A sculpture outside of a Wittenberg church where Martin Luther once preached shows three small people in pointy hats, meant to be Jews, sucking from the teats of a large female pig. A fourth figure stands behind the sow, lifting up the pig’s tail, and looking at its butt.

The obscene and bizarre image has been there since at least 1290. Luther commented approvingly on the Judensau, or “Jews’ sow,” in the 1500s. And since 2018, a German convert to Judaism has been fighting in court to have it removed.

The government installed a plaque in the 1980s, explaining that the sculpture and similar sculptures across Germany were part of the nation’s antisemitic history and meant to insult and alienate Jews.

Michael Düllmann, 79, does not think that’s enough.

“The ‘Jewish sow’ is a call for murder and not just an insult,” Düllmann told the German broadcaster ARD. He wants it moved to a museum.

On June 14, however, the German Federal Court of Justice decided that the sculpture can stay. According to the high court, the explanatory plaque creates enough contextualization to counteract the relief’s otherwise offensive characterization of Jews.

CT spoke with Thomas Schirrmacher, secretary general of the World Evangelical Alliance (WEA), about the court case, the controversy over the sculpture, and how German evangelicals are approaching the history of antisemitism.

What is your personal opinion on the sculpture?

Nowadays, I consider it impossible to leave them just as they are. My proposal is as follows: Place the originals in museums, with replicas somewhere in the church under glass, and ensure that in both places, they are accompanied by solid educational texts.

At the original location, there should be a photo of the artwork with a short explanation and an indication of where the original can now be found. If the local state office for historic buildings does not permit the removal, then the artwork should be accompanied by a very visible statement of explanation.

Can you explain the how antisemitism came to be literally carved into German churches? What is the history of antisemitism in European Christianity?

Sadly, antisemitism—or, more precisely, racism against Jews and conspiracy theories that Jews were behind most or all evils—gradually were built into Christian theology since the second century. This included not only discrimination against and persecution of Jews, but in addition—which you will find in no other form of racism—a conspiracy element: specifically, that the Jews killed the son of God. The term that was used was Gottesmörder, murderer of God, which even Hitler used. According to this, the Jews killed the son of God and thus did the evilest thing in history and therefore are complicit in all other evils as well.

Exegetically, this claim is nonsense. The Gospels tell us that the leaders of the Jews called for the Romans to kill him, and that those leaders were split, with a majority of the Sadducees against Jesus and a majority of the Pharisees not against him, or later often even in favor of him.

How did this legacy lead to the construction of statues such as the “Judensau” and their enduring presence on German churches?

This antisemitism should have ended with the Reformation when there was a revival of Hebrew studies of the Old Testament. However, the Lutheran wing of the Reformation added to antisemitic theology by arguing that the Old Testament is “Jewish” and legalistic and seeking to prove that the Catholics were like the Jews and thus wrong.

This antisemitism in theology found its liberal expression in higher criticism’s view of the Old Testament as invented by Jewish priests who, for their own gain, gave the impression that these were old texts. It also found several evangelical expressions, such as in some forms of dispensationalism, where the Jews are imagined as the allies of the antichrist (prior to their conversion).

The Reformation often destroyed or displaced symbols that they thought were idolatrous in churches they took over. But often symbols of Jews as the source of all evils stayed, as in Wittenberg.

How have German evangelicals responded to the debate over the sculptures?

The Judensau question has rarely reached the free churches, as the sculptures can only be found on old church buildings. The majority of evangelicals probably would just want to pull those sculptures down.

Responses are quite different in each context and different for each denomination. For example, the Baptists worked on reckoning with their Nazi history very early, while we have free churches who only in the last decade started to research their own bad history. Outside Germany, the situation is quite diverse.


TASK DIRECTIONS – Start to finish, reproduce the records below with nothing missing.

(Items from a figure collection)
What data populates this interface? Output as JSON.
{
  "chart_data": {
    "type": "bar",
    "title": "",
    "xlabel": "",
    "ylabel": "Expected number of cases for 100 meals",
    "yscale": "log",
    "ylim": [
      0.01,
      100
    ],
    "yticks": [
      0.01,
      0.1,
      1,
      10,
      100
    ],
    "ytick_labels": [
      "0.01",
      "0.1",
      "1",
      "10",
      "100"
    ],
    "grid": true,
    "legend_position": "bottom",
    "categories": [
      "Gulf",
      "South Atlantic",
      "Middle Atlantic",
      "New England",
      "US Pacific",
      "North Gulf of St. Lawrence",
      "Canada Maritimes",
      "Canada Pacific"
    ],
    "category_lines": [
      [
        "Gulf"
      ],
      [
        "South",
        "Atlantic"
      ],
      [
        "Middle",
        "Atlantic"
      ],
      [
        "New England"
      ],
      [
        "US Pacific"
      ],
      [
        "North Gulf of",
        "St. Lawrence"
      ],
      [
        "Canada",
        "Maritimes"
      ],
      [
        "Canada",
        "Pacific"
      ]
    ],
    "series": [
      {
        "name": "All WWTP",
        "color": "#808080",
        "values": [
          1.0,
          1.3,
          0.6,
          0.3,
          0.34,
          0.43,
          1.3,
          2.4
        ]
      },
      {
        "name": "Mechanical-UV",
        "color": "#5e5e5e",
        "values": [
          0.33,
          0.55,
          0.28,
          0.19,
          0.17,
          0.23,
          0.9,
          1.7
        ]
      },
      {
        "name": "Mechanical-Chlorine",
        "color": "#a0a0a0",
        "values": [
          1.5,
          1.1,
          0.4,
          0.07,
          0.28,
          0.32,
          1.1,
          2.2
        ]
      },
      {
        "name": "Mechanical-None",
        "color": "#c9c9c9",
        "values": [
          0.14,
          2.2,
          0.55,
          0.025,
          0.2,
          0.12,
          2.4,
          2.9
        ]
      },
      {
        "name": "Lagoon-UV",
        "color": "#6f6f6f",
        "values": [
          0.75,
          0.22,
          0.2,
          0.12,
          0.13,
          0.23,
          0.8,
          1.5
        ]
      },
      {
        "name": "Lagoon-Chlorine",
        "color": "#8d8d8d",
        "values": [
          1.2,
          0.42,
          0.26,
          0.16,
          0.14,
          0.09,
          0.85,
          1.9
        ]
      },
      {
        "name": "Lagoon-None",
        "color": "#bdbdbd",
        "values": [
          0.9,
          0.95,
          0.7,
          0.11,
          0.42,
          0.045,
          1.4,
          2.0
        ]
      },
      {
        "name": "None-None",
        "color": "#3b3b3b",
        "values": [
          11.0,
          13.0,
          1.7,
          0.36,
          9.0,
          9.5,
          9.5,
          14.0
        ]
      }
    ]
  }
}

SOLUTION FOR THIS EXERCISE –
What data populates this interface? Output as JSON.
{
  "chart_data": {
    "type": "bar",
    "title": "",
    "xlabel": "",
    "ylabel": "Expected number of cases for 100 meals",
    "yscale": "log",
    "ylim": [
      0.01,
      100
    ],
    "yticks": [
      0.01,
      0.1,
      1,
      10,
      100
    ],
    "ytick_labels": [
      "0.01",
      "0.1",
      "1",
      "10",
      "100"
    ],
    "grid": true,
    "legend_position": "bottom",
    "categories": [
      "Gulf",
      "South Atlantic",
      "Middle Atlantic",
      "New England",
      "US Pacific",
      "North Gulf of St. Lawrence",
      "Canada Maritimes",
      "Canada Pacific"
    ],
    "category_lines": [
      [
        "Gulf"
      ],
      [
        "South",
        "Atlantic"
      ],
      [
        "Middle",
        "Atlantic"
      ],
      [
        "New England"
      ],
      [
        "US Pacific"
      ],
      [
        "North Gulf of",
        "St. Lawrence"
      ],
      [
        "Canada",
        "Maritimes"
      ],
      [
        "Canada",
        "Pacific"
      ]
    ],
    "series": [
      {
        "name": "All WWTP",
        "color": "#808080",
        "values": [
          1.0,
          1.3,
          0.6,
          0.3,
          0.34,
          0.43,
          1.3,
          2.4
        ]
      },
      {
        "name": "Mechanical-UV",
        "color": "#5e5e5e",
        "values": [
          0.33,
          0.55,
          0.28,
          0.19,
          0.17,
          0.23,
          0.9,
          1.7
        ]
      },
      {
        "name": "Mechanical-Chlorine",
        "color": "#a0a0a0",
        "values": [
          1.5,
          1.1,
          0.4,
          0.07,
          0.28,
          0.32,
          1.1,
          2.2
        ]
      },
      {
        "name": "Mechanical-None",
        "color": "#c9c9c9",
        "values": [
          0.14,
          2.2,
          0.55,
          0.025,
          0.2,
          0.12,
          2.4,
          2.9
        ]
      },
      {
        "name": "Lagoon-UV",
        "color": "#6f6f6f",
        "values": [
          0.75,
          0.22,
          0.2,
          0.12,
          0.13,
          0.23,
          0.8,
          1.5
        ]
      },
      {
        "name": "Lagoon-Chlorine",
        "color": "#8d8d8d",
        "values": [
          1.2,
          0.42,
          0.26,
          0.16,
          0.14,
          0.09,
          0.85,
          1.9
        ]
      },
      {
        "name": "Lagoon-None",
        "color": "#bdbdbd",
        "values": [
          0.9,
          0.95,
          0.7,
          0.11,
          0.42,
          0.045,
          1.4,
          2.0
        ]
      },
      {
        "name": "None-None",
        "color": "#3b3b3b",
        "values": [
          11.0,
          13.0,
          1.7,
          0.36,
          9.0,
          9.5,
          9.5,
          14.0
        ]
      }
    ]
  }
}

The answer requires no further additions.